The DeepSeek controversy: Authorities ask where does the data come from and how safe is it?
The sudden rise of DeepSeek has raised concerns and questions, especially about the origin and destination of the training data, as well as the security of the data.
For those returning from a short holiday away from the news, DeepSeek is a new player on the Artificial Intelligence (AI) field. The Chinese startup has certainly taken the app stores by storm: In just a week after the launch it topped the charts as the most downloaded free app in the US. This caused an upset on the stock markets that cost nVidia and Oracle shareholders a lot of money.
DeepSeek has been called an open-source project, however this technically is not true because only the model’s outputs and certain aspects are publicly accessible. This makes it qualify as an open-weight model. Anyway, the important difference is that the underlying training data and code necessary for full reproduction of the models are not fully disclosed.
And it’s the data that pose a concern to many. OpenAI has accused DeepSeek of using its ChatGPT model to train DeepSeek’s AI chatbot, which triggered quite some memes. If only because OpenAI previously suffered accusations of using data that was not its own in order to train ChatGPT.
Authorities have started to ask questions as well. The Italian privacy regulator GPDP has asked DeepSeek to provide information about the data it processes in the chatbot, and its training data. Because it sees a risk to the privacy of millions of Italian citizens, GDPD has demanded DeepSeek answers within 20 days questions about:
- Which personal data is collected
- The origin of the data
- Purpose for the collection
- Whether the data is stored on servers in China
According to the Italian press agency ANSA, DeepSeek disappeared on January 29, 2025 from Google and Apple’s app stores in Italy.
And if all that isn’t scary enough, researchers at Wiz have found a publicly accessible database belonging to DeepSeek.
“This database contained a significant volume of chat history, backend data and sensitive information, including log streams, API Secrets, and operational details. “
The database was not just accessible and readable, it was also open to control and privilege escalation within the DeepSeek environment. No authentication was required, so anybody that stumbled over the database was able to run queries to retrieve sensitive logs and actual plaintext chat messages, and even to steal plaintext passwords and local files.
Needless to say, this oversight put DeepSeek and its users at risk.
We have said this before and we’ll probably have to repeat it numerous times, but the need for fast developments in this field is creating privacy risks that we have never seen before, simply because security is an afterthought for the developers. So, no matter which AI chatbot you prefer, always be mindful of the information you feed it: It may find its way to unexpected and undesirable places.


_Directions:_ Using the data below, report how many lines hold the word "Students". Include nothing else in the reply.

_Supplied records:_
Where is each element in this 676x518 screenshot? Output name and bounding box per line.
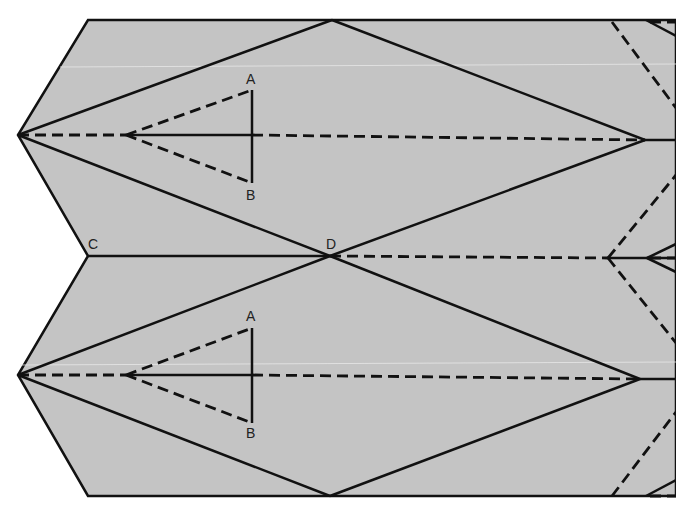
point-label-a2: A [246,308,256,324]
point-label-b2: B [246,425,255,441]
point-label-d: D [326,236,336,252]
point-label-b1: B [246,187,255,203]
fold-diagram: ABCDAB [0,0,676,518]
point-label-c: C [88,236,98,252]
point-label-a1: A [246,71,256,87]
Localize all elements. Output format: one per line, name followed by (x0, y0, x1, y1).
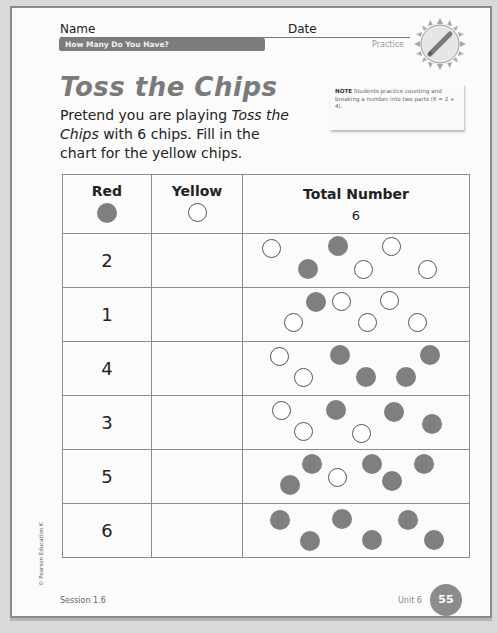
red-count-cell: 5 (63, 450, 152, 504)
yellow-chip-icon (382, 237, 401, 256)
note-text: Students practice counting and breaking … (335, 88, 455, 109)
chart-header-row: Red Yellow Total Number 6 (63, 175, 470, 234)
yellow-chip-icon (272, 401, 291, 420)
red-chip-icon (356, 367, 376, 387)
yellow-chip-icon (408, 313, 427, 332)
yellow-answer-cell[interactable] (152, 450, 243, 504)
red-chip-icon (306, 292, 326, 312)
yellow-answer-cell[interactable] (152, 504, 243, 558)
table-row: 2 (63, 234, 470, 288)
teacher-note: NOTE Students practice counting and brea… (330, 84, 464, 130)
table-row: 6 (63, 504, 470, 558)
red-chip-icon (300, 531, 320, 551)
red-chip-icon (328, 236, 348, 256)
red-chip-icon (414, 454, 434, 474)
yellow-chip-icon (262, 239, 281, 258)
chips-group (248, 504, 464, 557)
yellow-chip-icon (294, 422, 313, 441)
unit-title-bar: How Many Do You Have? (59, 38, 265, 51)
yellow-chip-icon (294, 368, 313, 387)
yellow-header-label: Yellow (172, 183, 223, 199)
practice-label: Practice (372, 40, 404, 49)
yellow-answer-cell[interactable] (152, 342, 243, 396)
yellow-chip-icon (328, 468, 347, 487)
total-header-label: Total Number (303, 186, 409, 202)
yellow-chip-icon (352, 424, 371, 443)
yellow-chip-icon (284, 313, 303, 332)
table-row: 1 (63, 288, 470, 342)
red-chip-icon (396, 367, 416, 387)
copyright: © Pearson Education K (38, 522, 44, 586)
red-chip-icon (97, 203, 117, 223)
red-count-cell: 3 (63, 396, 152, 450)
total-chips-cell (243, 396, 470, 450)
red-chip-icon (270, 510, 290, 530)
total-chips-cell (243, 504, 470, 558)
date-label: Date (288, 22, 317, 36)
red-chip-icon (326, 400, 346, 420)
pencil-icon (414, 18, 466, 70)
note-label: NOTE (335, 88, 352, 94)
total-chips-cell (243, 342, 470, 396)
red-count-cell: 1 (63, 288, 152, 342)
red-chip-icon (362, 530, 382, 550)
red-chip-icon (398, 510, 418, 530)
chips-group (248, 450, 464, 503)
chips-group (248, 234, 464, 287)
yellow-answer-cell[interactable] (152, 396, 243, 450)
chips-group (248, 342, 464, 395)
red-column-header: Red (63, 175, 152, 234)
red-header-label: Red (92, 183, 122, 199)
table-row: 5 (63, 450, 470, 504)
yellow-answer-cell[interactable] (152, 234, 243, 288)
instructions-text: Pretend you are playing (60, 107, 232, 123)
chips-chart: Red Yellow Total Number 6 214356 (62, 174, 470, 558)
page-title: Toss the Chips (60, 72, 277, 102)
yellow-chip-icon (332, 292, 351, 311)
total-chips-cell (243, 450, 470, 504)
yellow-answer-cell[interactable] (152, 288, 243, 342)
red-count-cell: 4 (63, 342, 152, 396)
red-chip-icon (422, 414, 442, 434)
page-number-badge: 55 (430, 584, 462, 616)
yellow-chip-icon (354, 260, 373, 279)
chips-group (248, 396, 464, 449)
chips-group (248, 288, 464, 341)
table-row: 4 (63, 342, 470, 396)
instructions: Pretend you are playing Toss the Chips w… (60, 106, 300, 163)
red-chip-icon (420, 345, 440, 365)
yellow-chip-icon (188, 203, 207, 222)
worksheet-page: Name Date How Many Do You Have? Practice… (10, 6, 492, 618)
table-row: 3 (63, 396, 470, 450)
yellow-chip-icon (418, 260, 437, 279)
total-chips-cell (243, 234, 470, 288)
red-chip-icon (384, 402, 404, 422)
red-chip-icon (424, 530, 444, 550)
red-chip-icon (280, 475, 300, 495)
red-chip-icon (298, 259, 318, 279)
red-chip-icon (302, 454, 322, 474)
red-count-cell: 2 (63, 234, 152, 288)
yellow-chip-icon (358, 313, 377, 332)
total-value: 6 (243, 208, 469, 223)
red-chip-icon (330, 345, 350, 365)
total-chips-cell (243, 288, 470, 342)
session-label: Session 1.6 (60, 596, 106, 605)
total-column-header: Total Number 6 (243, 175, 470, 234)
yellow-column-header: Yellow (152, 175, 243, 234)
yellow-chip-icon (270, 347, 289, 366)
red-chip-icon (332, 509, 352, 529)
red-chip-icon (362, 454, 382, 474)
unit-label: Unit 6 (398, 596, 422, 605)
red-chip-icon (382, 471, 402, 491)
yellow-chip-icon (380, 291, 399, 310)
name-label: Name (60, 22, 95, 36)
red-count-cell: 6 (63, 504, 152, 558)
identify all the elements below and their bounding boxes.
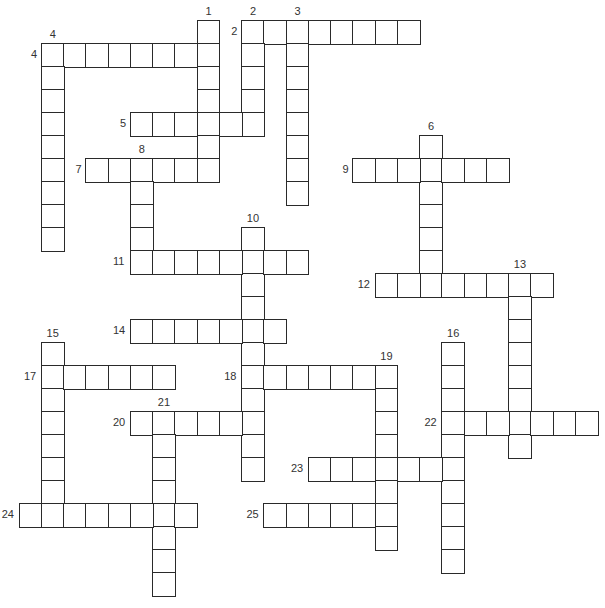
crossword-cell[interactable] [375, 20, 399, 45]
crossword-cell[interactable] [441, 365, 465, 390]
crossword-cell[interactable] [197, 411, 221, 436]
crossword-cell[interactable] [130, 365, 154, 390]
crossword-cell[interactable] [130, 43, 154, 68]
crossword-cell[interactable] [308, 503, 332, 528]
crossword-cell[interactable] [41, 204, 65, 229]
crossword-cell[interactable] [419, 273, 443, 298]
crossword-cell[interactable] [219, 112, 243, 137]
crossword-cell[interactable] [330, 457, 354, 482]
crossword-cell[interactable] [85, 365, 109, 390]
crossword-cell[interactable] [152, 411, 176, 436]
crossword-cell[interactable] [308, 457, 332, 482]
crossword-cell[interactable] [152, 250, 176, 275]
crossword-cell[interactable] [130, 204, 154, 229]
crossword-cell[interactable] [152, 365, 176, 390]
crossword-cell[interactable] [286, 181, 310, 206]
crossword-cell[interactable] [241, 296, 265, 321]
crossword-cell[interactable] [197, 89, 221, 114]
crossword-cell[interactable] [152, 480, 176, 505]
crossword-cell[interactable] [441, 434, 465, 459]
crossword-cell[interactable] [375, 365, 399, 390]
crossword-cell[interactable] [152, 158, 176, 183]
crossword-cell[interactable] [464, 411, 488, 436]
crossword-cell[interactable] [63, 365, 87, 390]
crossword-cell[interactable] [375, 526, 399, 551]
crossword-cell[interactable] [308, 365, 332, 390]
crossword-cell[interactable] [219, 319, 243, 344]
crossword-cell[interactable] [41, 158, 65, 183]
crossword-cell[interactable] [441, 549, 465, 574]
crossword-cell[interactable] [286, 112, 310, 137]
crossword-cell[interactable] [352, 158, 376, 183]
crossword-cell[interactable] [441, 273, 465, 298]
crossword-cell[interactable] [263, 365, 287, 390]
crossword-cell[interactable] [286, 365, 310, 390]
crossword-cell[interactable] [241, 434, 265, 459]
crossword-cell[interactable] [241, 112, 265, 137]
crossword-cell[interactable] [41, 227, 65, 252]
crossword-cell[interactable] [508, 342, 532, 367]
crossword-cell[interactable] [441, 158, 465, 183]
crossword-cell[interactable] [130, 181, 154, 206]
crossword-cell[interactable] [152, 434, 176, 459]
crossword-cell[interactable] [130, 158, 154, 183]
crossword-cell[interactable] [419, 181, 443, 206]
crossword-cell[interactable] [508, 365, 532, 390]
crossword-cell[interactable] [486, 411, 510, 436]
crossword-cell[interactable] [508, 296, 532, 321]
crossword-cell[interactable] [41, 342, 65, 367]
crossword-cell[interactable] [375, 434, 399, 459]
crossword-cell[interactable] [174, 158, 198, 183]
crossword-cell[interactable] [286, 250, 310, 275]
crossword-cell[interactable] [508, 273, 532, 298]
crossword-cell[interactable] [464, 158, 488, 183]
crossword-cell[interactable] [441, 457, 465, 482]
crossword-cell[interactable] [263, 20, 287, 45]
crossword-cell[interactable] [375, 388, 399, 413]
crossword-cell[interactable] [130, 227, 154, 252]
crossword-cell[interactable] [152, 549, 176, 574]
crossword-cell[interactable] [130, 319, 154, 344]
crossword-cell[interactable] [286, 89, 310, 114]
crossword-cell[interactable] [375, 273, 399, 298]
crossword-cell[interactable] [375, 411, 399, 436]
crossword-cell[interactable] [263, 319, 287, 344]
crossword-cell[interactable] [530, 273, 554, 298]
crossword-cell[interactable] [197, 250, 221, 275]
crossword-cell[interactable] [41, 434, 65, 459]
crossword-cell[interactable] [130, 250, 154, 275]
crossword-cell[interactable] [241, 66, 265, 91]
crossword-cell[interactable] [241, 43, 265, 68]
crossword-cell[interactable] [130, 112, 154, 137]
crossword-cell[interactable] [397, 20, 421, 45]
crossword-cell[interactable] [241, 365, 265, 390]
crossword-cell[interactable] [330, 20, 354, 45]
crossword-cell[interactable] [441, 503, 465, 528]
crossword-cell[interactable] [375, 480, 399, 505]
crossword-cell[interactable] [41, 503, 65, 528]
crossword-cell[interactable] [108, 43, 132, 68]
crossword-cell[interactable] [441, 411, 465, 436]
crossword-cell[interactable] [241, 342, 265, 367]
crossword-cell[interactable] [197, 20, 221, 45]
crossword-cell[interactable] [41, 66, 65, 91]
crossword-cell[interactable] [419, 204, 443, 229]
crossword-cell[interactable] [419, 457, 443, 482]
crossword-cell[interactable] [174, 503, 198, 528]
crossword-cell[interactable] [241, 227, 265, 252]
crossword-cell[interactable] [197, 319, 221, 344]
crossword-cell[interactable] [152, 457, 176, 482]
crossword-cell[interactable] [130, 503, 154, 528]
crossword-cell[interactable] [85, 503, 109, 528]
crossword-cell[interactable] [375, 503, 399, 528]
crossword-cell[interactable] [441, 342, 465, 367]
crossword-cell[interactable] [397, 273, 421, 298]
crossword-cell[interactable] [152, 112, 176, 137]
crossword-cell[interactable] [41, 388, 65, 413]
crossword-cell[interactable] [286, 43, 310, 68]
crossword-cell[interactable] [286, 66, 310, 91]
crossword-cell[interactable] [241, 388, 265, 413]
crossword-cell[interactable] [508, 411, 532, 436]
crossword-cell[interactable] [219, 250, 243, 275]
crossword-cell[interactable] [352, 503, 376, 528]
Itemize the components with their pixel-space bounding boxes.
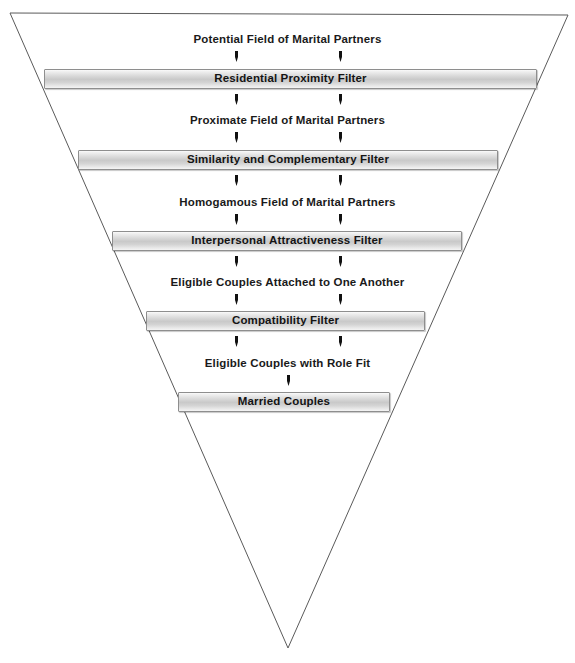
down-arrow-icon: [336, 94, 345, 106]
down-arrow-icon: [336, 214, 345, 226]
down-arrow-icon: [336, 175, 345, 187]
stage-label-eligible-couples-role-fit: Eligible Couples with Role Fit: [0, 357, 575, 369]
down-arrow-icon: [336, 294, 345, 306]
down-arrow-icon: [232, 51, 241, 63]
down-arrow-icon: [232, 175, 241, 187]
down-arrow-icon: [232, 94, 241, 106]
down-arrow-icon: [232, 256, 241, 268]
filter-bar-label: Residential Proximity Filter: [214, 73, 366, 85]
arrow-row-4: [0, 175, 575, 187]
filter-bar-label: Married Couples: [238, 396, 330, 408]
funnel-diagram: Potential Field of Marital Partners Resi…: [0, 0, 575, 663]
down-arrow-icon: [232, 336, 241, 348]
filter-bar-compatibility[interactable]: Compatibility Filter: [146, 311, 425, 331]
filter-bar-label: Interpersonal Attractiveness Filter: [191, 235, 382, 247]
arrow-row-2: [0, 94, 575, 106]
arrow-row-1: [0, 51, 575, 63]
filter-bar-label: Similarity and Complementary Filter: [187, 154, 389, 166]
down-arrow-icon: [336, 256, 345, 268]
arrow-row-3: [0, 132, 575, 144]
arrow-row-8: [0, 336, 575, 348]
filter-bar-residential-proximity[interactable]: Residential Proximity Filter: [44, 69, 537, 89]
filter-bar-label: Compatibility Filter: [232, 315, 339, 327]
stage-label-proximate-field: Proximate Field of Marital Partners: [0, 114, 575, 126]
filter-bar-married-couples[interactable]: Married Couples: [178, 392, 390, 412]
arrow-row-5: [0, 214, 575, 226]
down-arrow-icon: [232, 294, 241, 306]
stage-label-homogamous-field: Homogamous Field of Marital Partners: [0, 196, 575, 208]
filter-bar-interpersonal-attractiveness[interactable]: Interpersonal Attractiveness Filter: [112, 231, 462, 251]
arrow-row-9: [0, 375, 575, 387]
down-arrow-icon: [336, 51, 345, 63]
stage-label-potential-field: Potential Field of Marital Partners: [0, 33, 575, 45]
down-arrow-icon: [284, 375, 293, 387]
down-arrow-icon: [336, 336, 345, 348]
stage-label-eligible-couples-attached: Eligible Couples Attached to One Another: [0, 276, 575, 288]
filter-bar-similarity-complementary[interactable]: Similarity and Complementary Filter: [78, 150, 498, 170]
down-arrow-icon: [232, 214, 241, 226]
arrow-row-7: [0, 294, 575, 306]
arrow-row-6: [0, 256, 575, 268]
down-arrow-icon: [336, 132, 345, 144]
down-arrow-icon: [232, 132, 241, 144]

_Exercise response:_ 2